Reproduce exactly the line that includes "Find the location of a particular element. This" and all lines after it, ending with the last line of the data.

═══ Data supplied

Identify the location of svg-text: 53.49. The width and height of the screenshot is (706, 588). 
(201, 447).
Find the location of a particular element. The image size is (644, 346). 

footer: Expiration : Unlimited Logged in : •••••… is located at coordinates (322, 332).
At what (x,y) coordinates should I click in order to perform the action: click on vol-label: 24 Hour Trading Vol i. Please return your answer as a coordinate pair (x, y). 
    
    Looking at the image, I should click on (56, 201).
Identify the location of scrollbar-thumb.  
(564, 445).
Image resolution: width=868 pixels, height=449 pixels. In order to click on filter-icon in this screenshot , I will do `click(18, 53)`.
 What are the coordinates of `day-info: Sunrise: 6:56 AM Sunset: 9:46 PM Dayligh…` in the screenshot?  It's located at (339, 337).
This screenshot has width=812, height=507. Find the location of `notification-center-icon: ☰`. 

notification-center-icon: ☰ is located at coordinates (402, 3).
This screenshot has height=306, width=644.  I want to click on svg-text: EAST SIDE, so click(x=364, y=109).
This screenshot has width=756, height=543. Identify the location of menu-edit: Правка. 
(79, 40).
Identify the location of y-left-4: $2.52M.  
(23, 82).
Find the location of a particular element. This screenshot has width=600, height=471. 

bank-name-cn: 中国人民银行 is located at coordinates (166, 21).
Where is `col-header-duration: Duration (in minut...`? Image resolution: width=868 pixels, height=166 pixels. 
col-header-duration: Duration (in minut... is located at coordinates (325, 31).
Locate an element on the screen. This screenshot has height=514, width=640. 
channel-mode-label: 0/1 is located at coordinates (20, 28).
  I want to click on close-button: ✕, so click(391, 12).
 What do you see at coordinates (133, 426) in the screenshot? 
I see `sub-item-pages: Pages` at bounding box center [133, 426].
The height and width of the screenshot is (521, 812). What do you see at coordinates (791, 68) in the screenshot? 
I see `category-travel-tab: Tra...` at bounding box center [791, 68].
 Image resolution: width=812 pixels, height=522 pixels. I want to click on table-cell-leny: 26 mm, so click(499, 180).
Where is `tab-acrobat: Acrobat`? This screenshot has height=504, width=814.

══════

**Response:**
Find the location of a particular element. This screenshot has width=600, height=471. 

bank-name-cn: 中国人民银行 is located at coordinates (166, 21).
Where is `col-header-duration: Duration (in minut...`? Image resolution: width=868 pixels, height=166 pixels. 
col-header-duration: Duration (in minut... is located at coordinates (325, 31).
Locate an element on the screen. This screenshot has height=514, width=640. 
channel-mode-label: 0/1 is located at coordinates (20, 28).
  I want to click on close-button: ✕, so click(391, 12).
 What do you see at coordinates (133, 426) in the screenshot? 
I see `sub-item-pages: Pages` at bounding box center [133, 426].
The height and width of the screenshot is (521, 812). What do you see at coordinates (791, 68) in the screenshot? 
I see `category-travel-tab: Tra...` at bounding box center [791, 68].
 Image resolution: width=812 pixels, height=522 pixels. I want to click on table-cell-leny: 26 mm, so click(499, 180).
Where is `tab-acrobat: Acrobat`? This screenshot has height=504, width=814.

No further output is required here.